While speaking on a podcast published March 12, 2014, Cotten stated that the exchange held its customers’ funds offline using paper wallets. He said: “At Quadrigacx, we’re obviously holding a bunch of bitcoins that belong to other people who have put them onto our exchange. So what we do is we actually store them offline in paper wallets, in our bank’s vault in a safety deposit box, because that’s the best way to keep the coins secure.”
Citing the benefits of paper wallets, Cotten continued: “Essentially we put a bunch of paper wallets into the safety deposit box, remember the addresses of them. So we just send money to them, we don’t need to go back to the bank every time we want to put money into it. We just send money from our Bitcoin app directly to those paper wallets, and keep it safe that way.”

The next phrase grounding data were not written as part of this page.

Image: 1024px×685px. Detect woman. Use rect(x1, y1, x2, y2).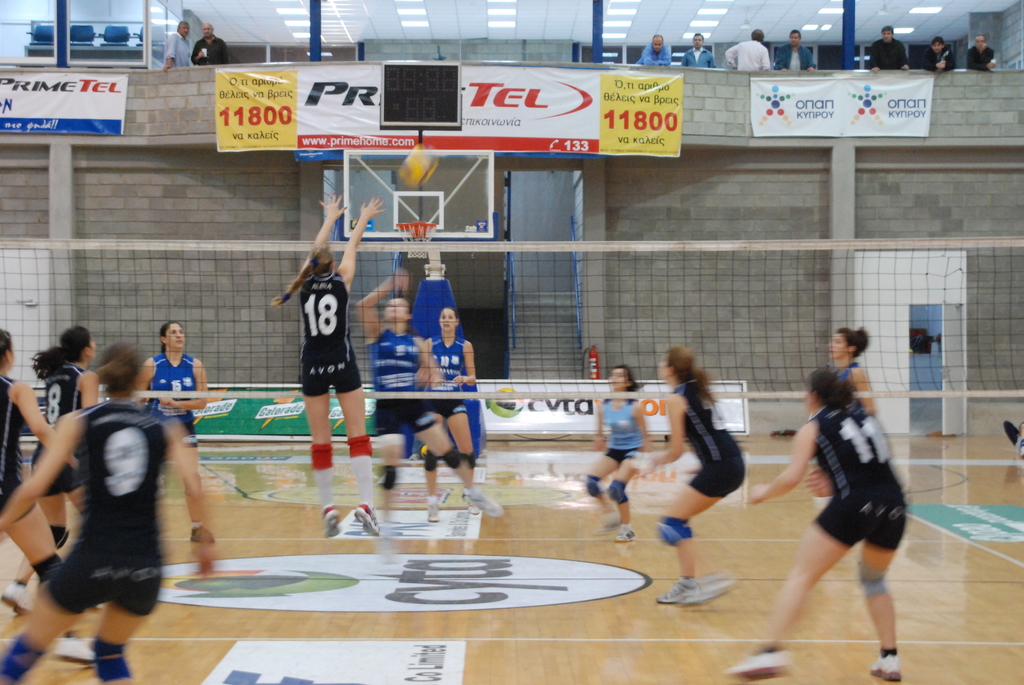
rect(624, 347, 750, 607).
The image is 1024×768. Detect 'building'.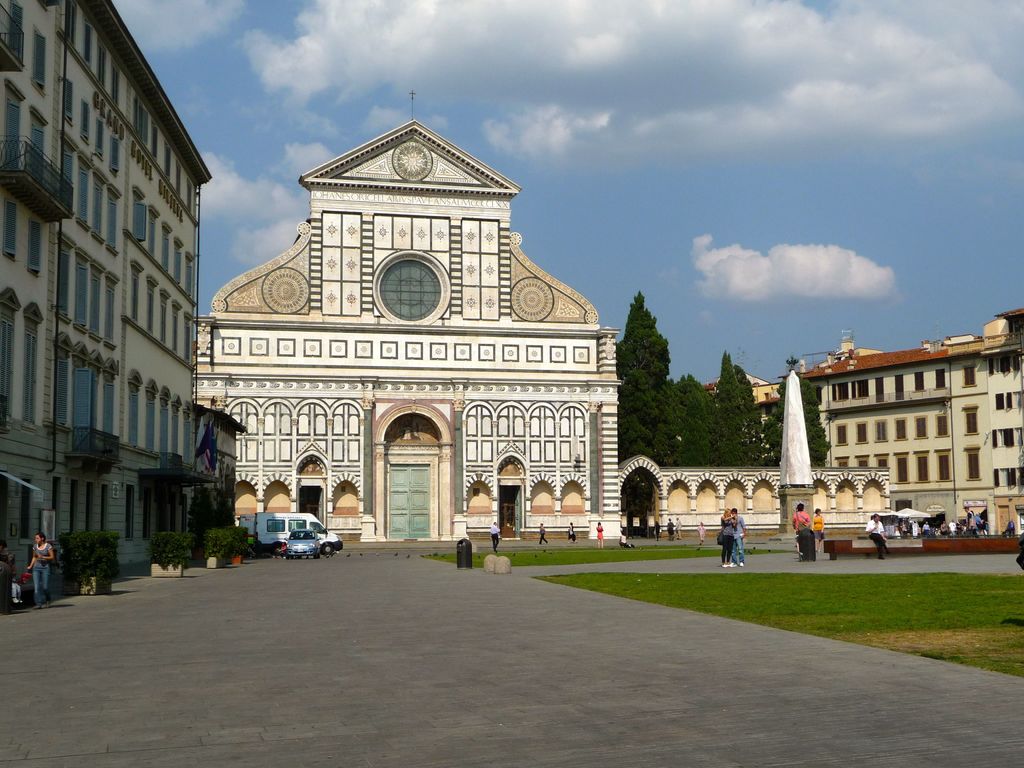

Cotten asserted that the best way to store one’s private key is to ”print it off, store it offline in your safety deposit box, vault, whatever, and then take the public key, which is your address, and use that to send money to it. So that way you can never have your bitcoin stolen, unless someone, like, breaks into the bank, steals your safety deposit box and gets into your private key and so forth.”
Quadrigacx’s cofounder compared losing the private key to bitcoin wallet to “burning cash,” adding “Even the U.S. government, with the biggest computers in the world, could not retrieve those coins if you’ve lost the private key. It’s impossible to retrieve those.”
What is your opinion on the current Quadrigacx fiasco? Share your thoughts in the comments section below!